Triggering a workflow

In Knock, workflows can be triggered in three different ways:

  • API call: workflows can be triggered directly via an API call to our workflow trigger endpoint. This is the most common form of integration and means that Knock is integrated into your backend codebase, usually alongside your application logic.
  • Events: using different event sources, you can connect Knock to CDPs such as Segment and Rudderstack and map the events those systems produce to workflows that should be triggered.
  • Schedules: workflows can be scheduled to be run for one or more recipients, in a recipient's local timezone on a one-off, or recurring basis.

Canceling a workflow run

Any triggered workflow that has an active delay or batch step can also be canceled to halt the execution of that workflow run. Workflow cancellations today must happen through the cancellation API and can only occur when a cancellation_key has been specified on the workflow trigger.

Read more about canceling workflows

Workflow runs and recipients

When a workflow is triggered via the API we return a workflow_run_id via the API response. This ID represents the workflow run for all of the recipients that the workflow was triggered against.

For each recipient included in the workflow trigger or that the workflow should fan out to via subscriptions, a new workflow run is enqueued. We call this the recipient workflow run.

Recipient runs are visible within the Knock dashboard by going to "Developers > Logs". Each run can be inspected to view its current state as well as the steps executed for the workflow. It's also possible from a workflow run log to see the messages (notifications) produced by the run.

Workflow run scope

When a workflow run is executed, associated state is loaded to be used within the templates and conditions defined in the workflow. This state is known as the workflow run scope. The run scope can be modified during the duration of the workflow run by fetching additional data via the fetch function.

Read more about the properties available

Per-workflow preferences

Workflows can have preferences associated, either via individual workflow preferences (specified via the workflow key) or via workflow-category preferences (matched against the categories set).

Read more about preferences

Automate workflow management with the Knock CLI

In addition to working with workflows in the Knock dashboard, you can programmatically create and update workflows using the Knock CLI or our Management API.

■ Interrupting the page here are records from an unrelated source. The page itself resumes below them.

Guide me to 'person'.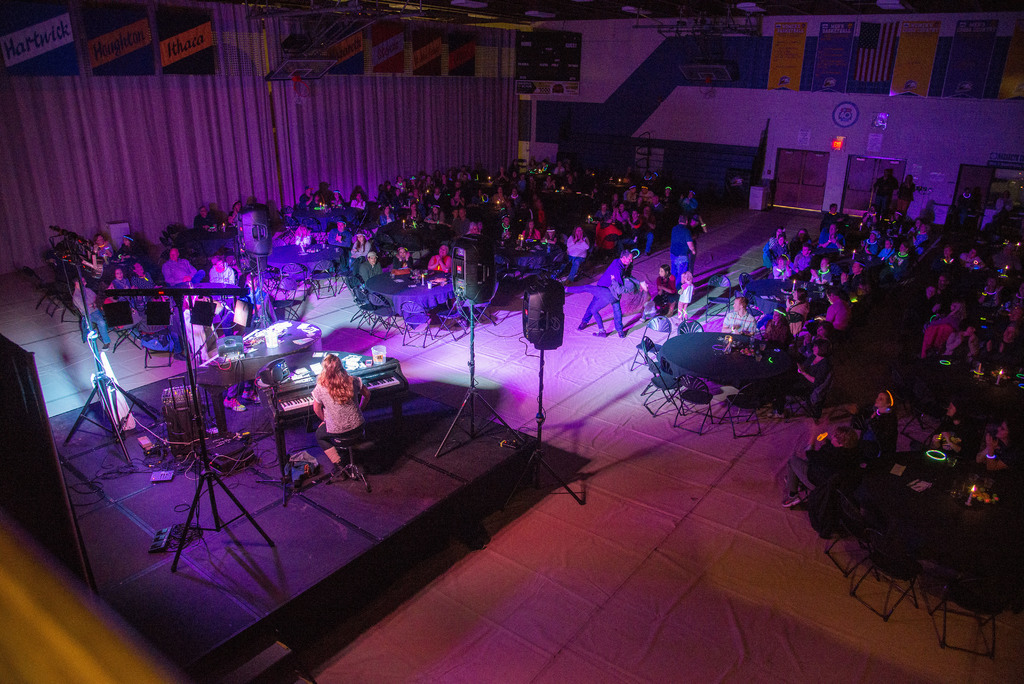
Guidance: Rect(611, 202, 630, 227).
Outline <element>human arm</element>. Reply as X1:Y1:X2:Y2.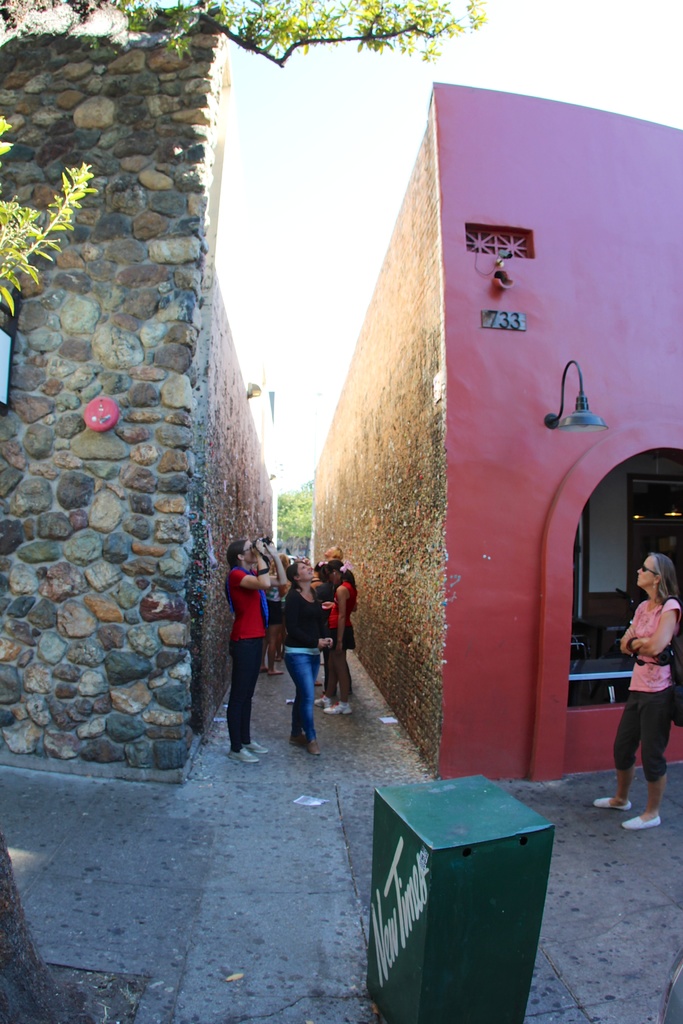
272:536:291:585.
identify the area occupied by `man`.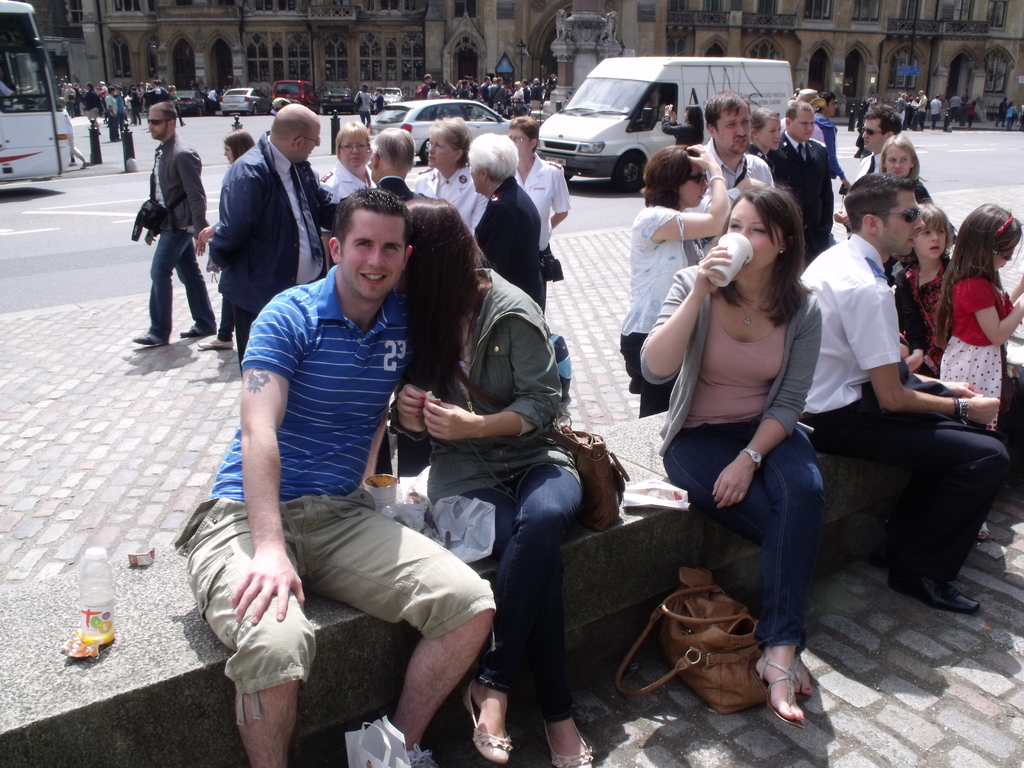
Area: locate(201, 169, 463, 744).
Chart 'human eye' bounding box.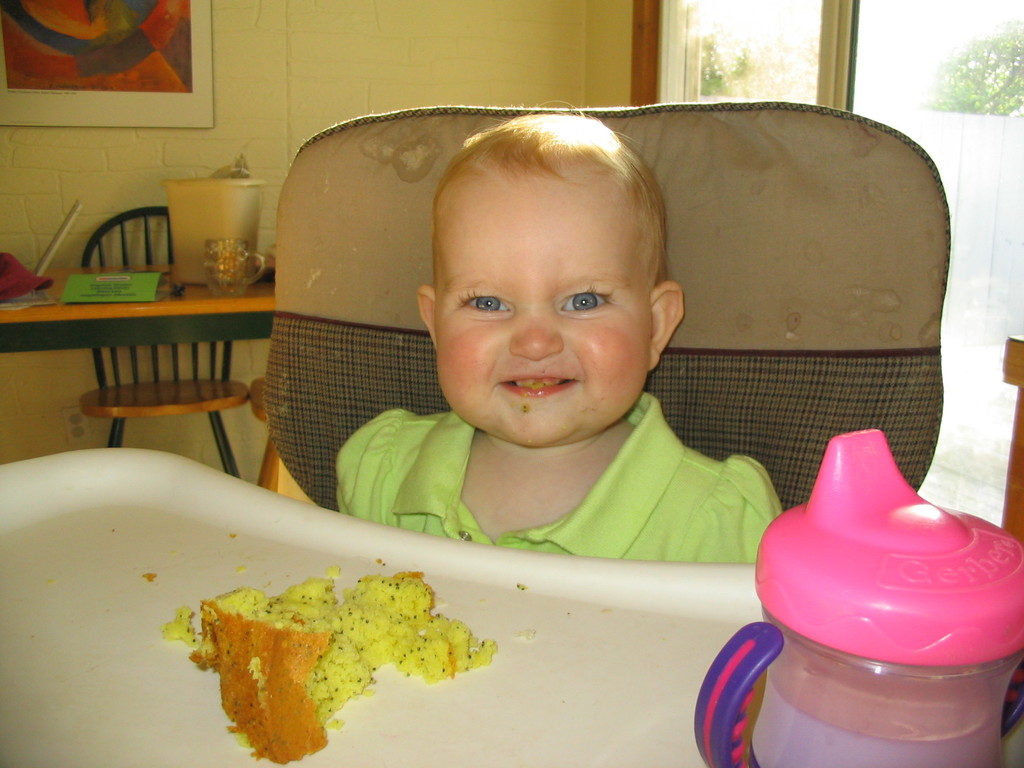
Charted: locate(563, 283, 620, 317).
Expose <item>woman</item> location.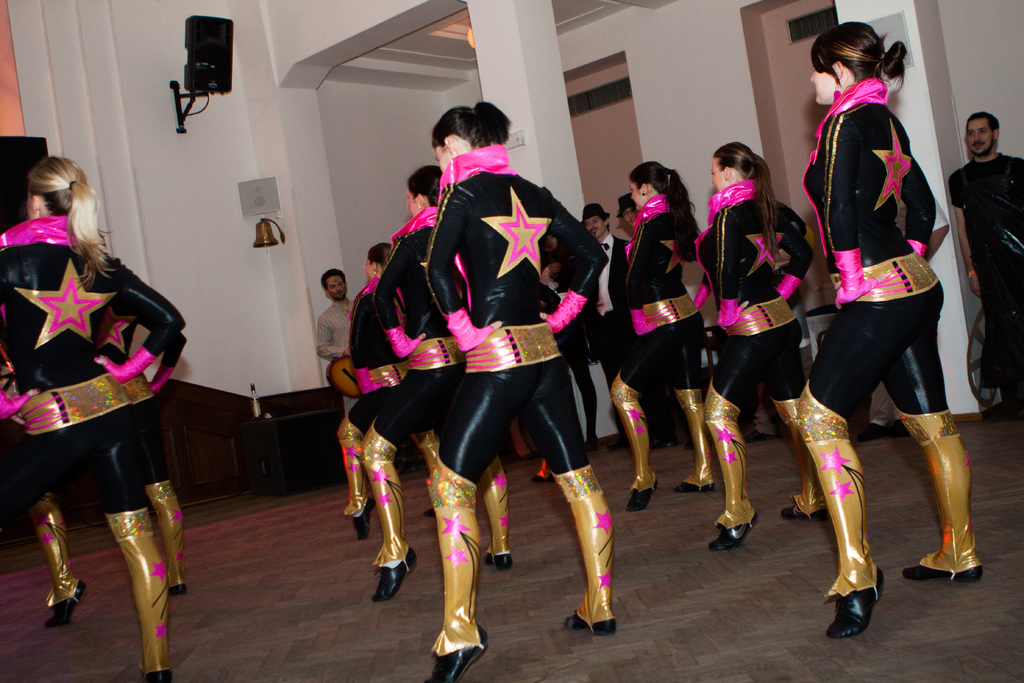
Exposed at 676,135,830,539.
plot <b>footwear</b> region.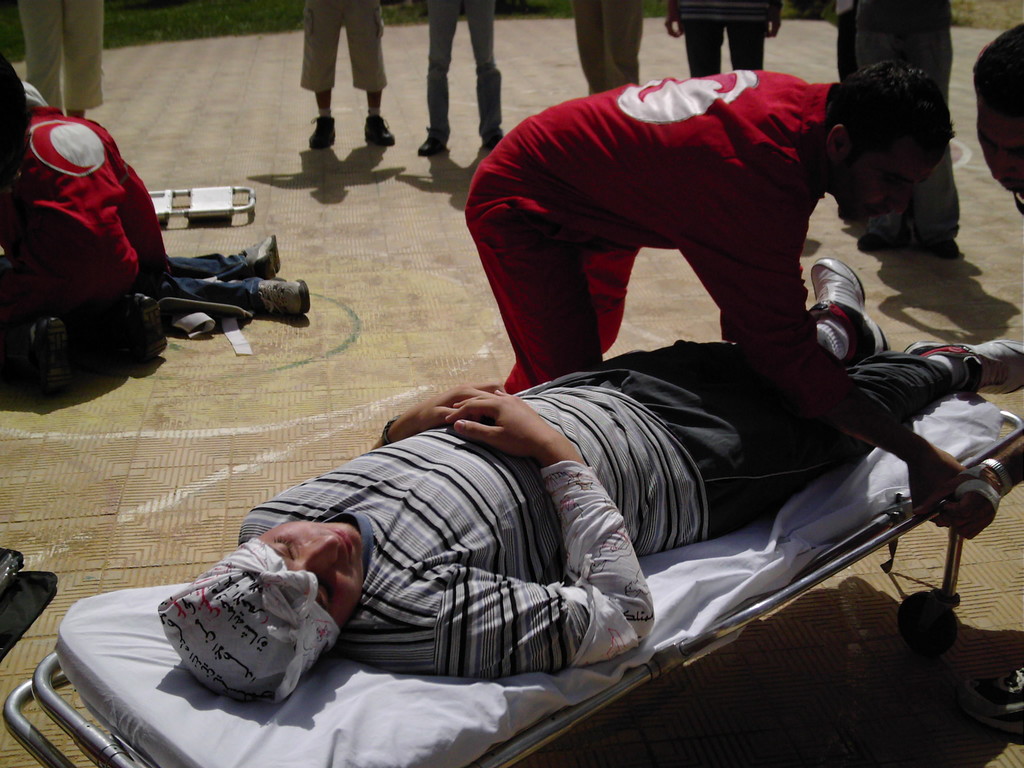
Plotted at {"left": 258, "top": 280, "right": 316, "bottom": 320}.
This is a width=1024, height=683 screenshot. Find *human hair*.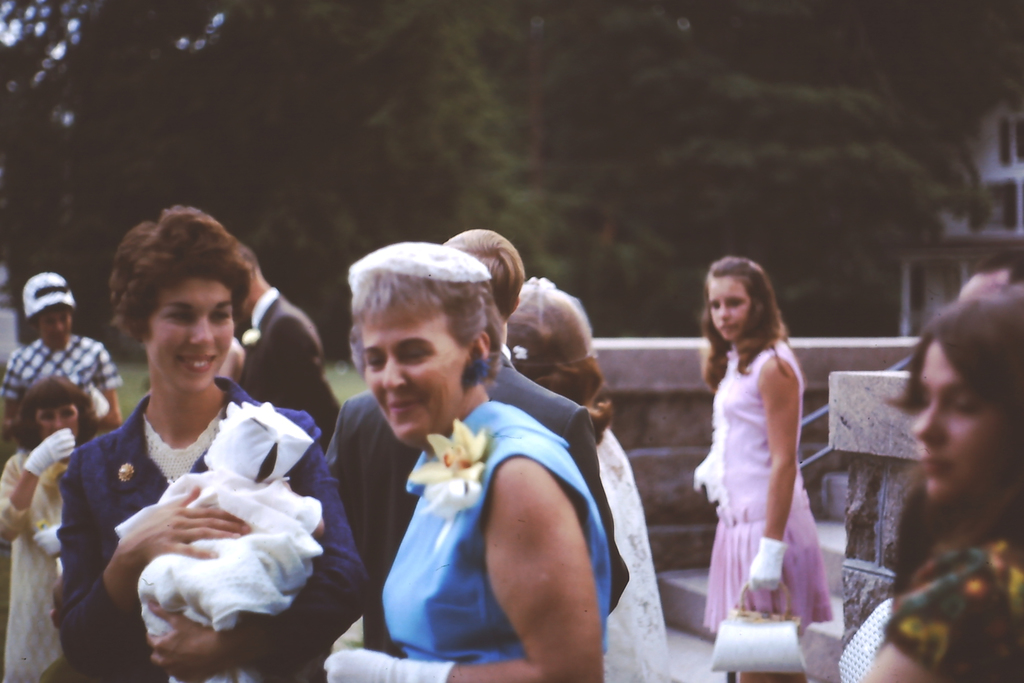
Bounding box: (left=444, top=225, right=522, bottom=319).
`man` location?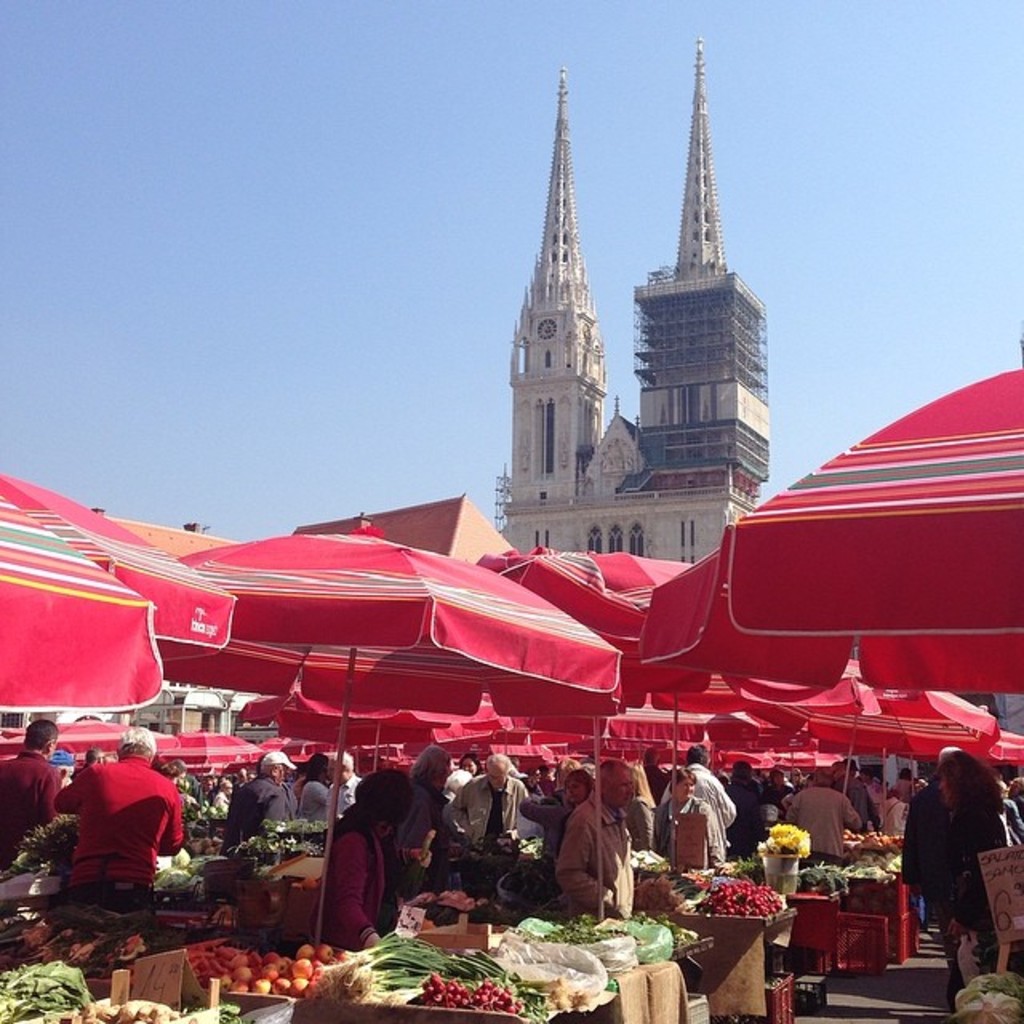
box=[0, 717, 64, 870]
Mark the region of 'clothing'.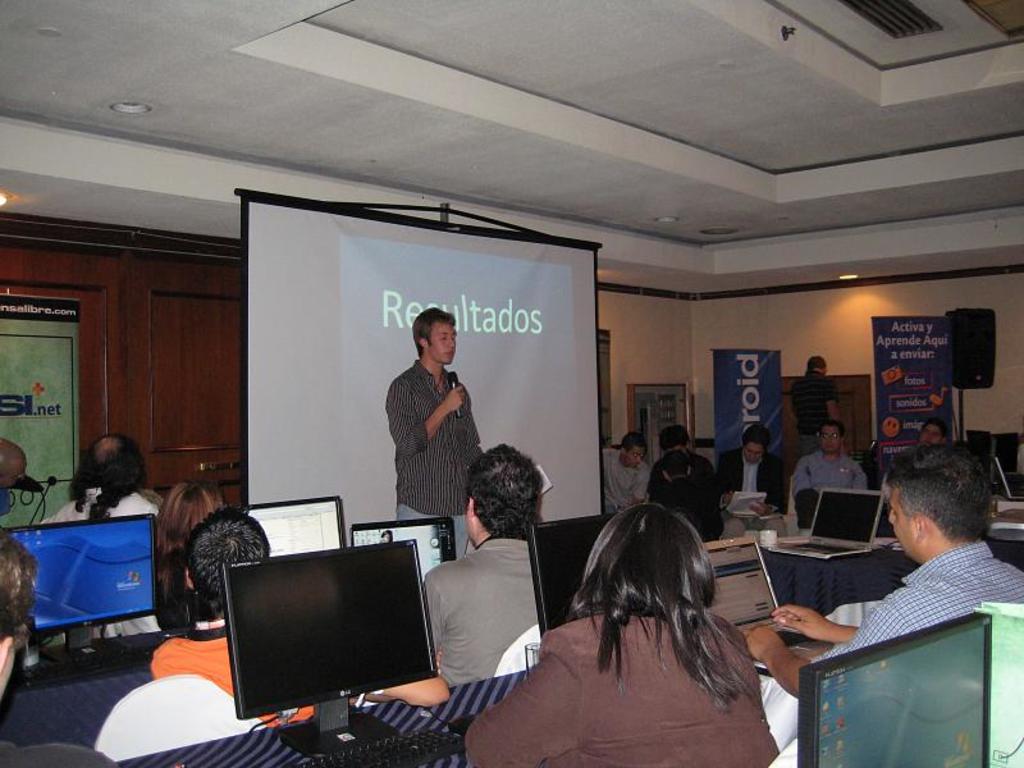
Region: x1=652 y1=475 x2=726 y2=543.
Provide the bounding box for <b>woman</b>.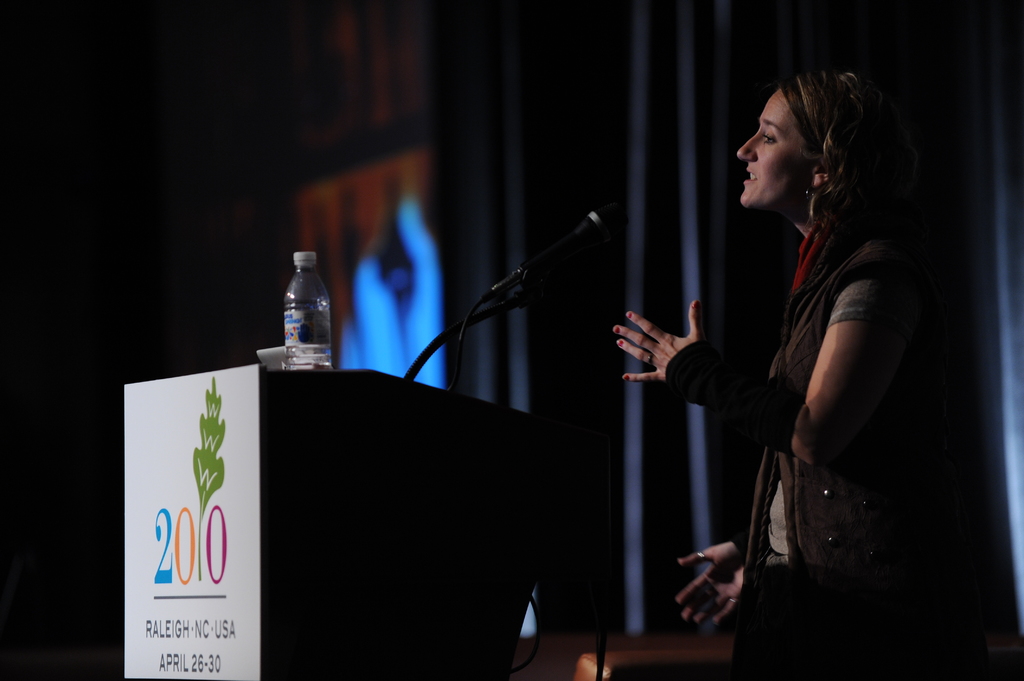
612/53/1012/680.
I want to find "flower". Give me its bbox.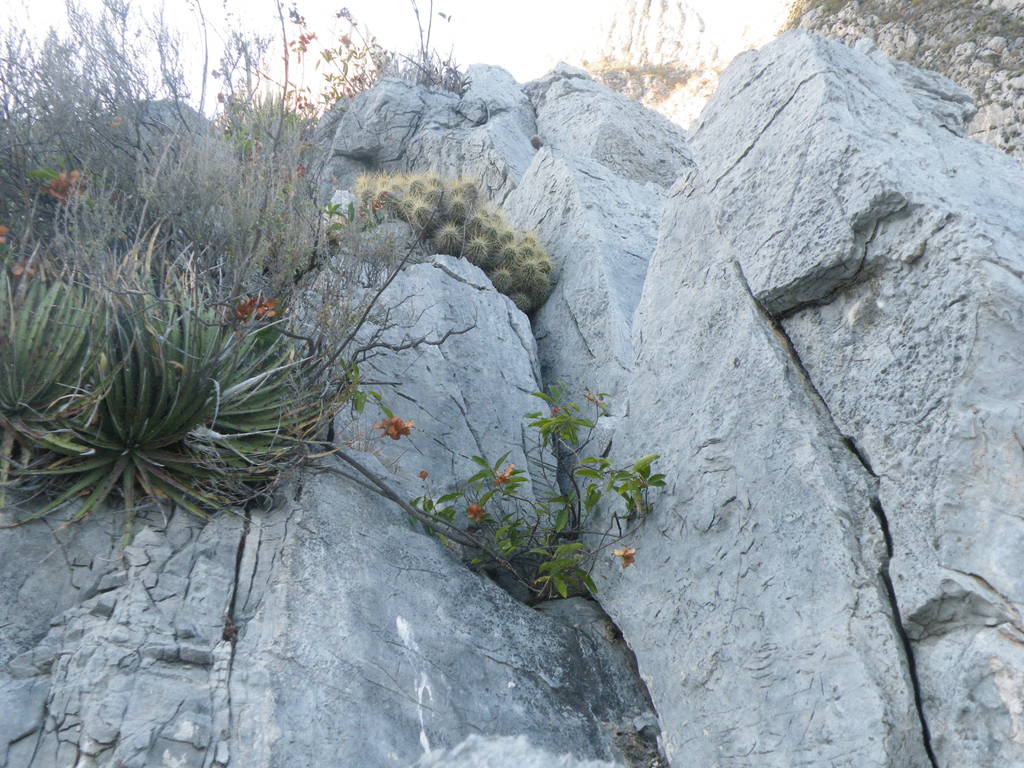
rect(465, 502, 487, 524).
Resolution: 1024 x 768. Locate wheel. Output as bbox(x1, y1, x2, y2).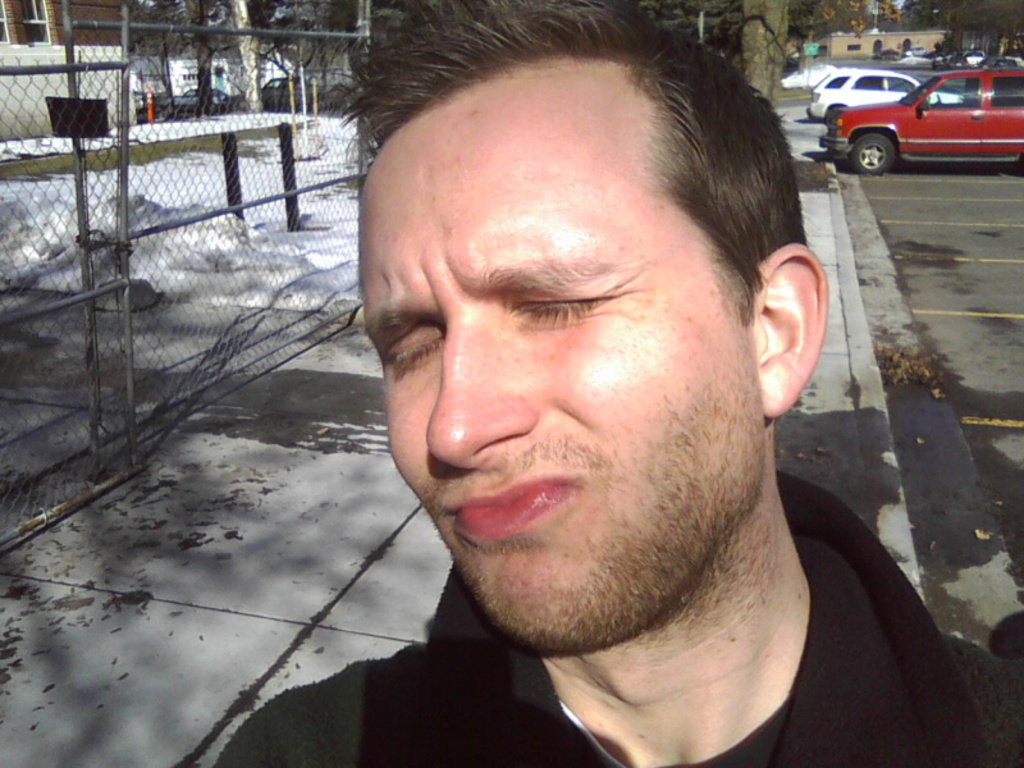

If you manage your own workflow files within your application, you can automate the creation and management of Knock workflows so that they always reflect the state of the workflow files you keep in your application code.

The Knock CLI can also be used to commit changes and promote them to production, which means you can automate Knock workflow management as part of your CI/CD workflow.

Workflow files structure

When workflows are pulled from Knock, they are stored in directories named by their workflow key. In addition to a workflow.json file that describes all of a given workflow's steps, each workflow directory also contains individual folders for each of the channel steps in the workflow that hold additional content and formatting data.

If you're migrating your local workflow files into Knock, you can arrange them using the example file structure above and then push them into Knock with a single command using knock workflow push --all. Each workflow.json file should follow the structure defined here.